Oates devotes a chapter each to different areas of life that can benefit from stability: God, self, others, and our current geographical place. In every chapter, there are ideas offered for developing practices that can help us grow roots where we are, and most of them are deceptively simple. In the chapter “Stability and God,” Oates advises us to note how we pray, to reframe the prayer “God, please be with me,” to “God, please help me to be with you,” and the difference is that the first prayer subtly reinforces the idea that God is not there, but in fact, Oates writes, God is always there, right where you are (36). Oates continues with this as his basis for the believer not having to go somewhere else to “find God.” He’s right here, Oates would say, and he will continue to remind the reader of that wonderful fact through the rest of the book.
In addition to his observations about the benefits of staying in one place for the believer and their community, Oates also gives us a peek inside his three-week long retreat at a Benedictine monastery in Italy.
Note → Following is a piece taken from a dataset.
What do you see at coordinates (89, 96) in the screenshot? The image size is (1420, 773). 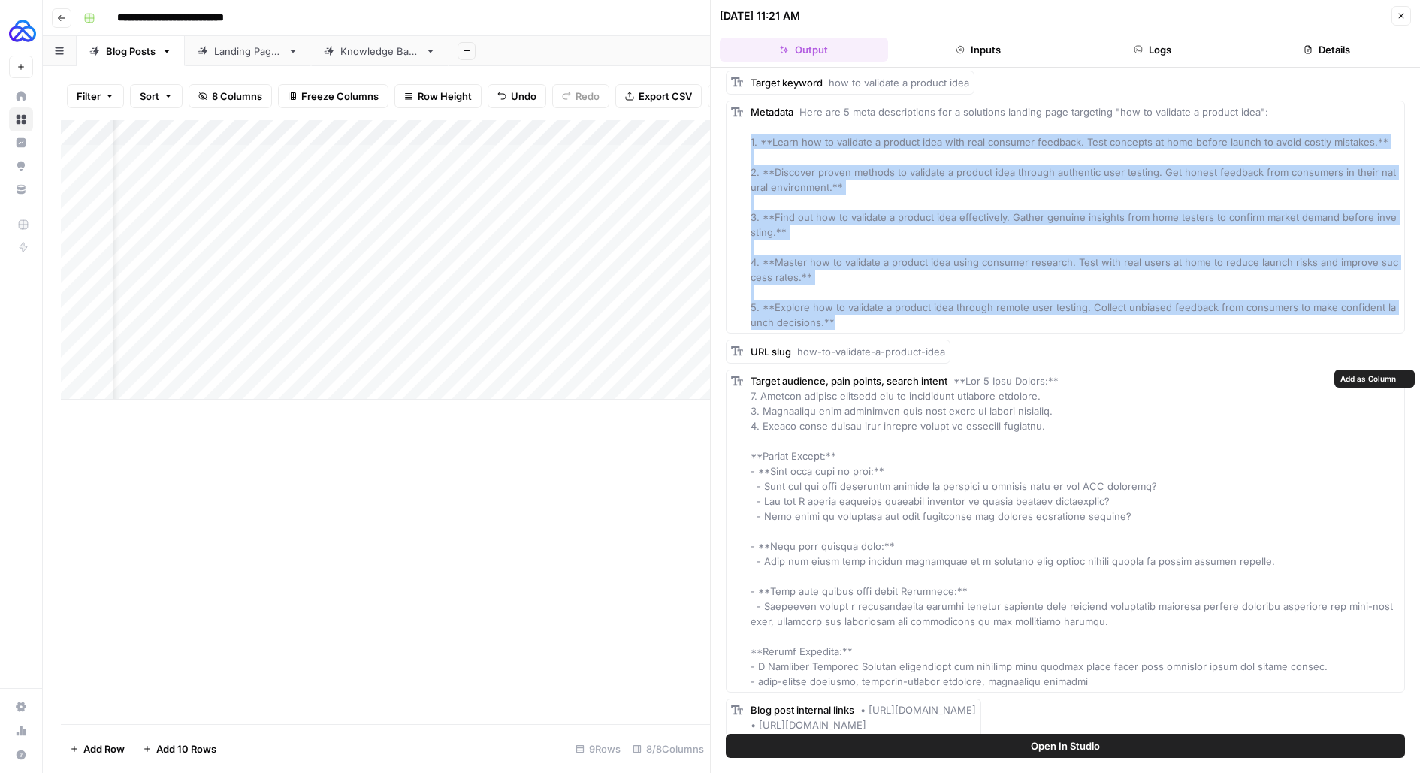 I see `span: Filter` at bounding box center [89, 96].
His diary of his time there is interspersed throughout the chapters, and his interactions with the monks and the nuns that he visits along the way provide a lively point of reference for his own theories about the virtue of stability. In so many corners of the church, rules and vows are immediately perceived as a form of legalism, or works of righteousness. As I read of Oates’s struggle with his own inability to pray, his distracting hunger, and his feelings of tiredness and loneliness, I did not see the glaring inability of rules to reform; rather I saw a tangible illustration of Paul’s admonition that it is the law that leads us to grace.
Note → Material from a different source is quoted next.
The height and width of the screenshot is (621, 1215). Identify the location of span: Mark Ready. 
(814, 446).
Repetition and struggle are unglamourous and sometimes boring, but also the most effective ways that we learn new things, both in the life of the mind and the life of the spirit.
Oates completes his book with the acknowledgement that sometimes we are called to leave a place and community. He gives a brief but insightful overview of the discernment process and how to come to a decision with the use of the perception of the Holy Spirit, your community, the Bible, and reason, as a means of determining your decision. Oates also briefly acknowledges that being committed to a person or community or church is in no way indicated if there is abuse of any kind occurring. However, I do wish he would have added an additional chapter with more about that kind of conflict and how it affects the Church’s stability as much as the ‘gyrovagues.’ Also, in some cases, we want to stay, but have no ability to, due to work or family conflicts, or financial concerns. I would appreciate Oates’s opinion about how to continue to dwell in the stability of God, even if our circumstances force us to keep moving. But I must admit, when I consider these conflicts to a person’s stability, I come back to the thing that Oates repeats throughout his book: God is here. Wherever you are, God is too. For this persistent thought that now seems foremost in my mind after reading Stability, I am deeply grateful.
Julie Sumner
Julie Sumner is a writer who has worked as a critical care nurse, transplant coordinator, and massage therapist. She recently completed her MFA at Seattle Pacific University. Her work has appeared in Fathom, The Cresset, Juxtaprose, San Pedro River Review, Catalpa Magazine, and The Behemoth.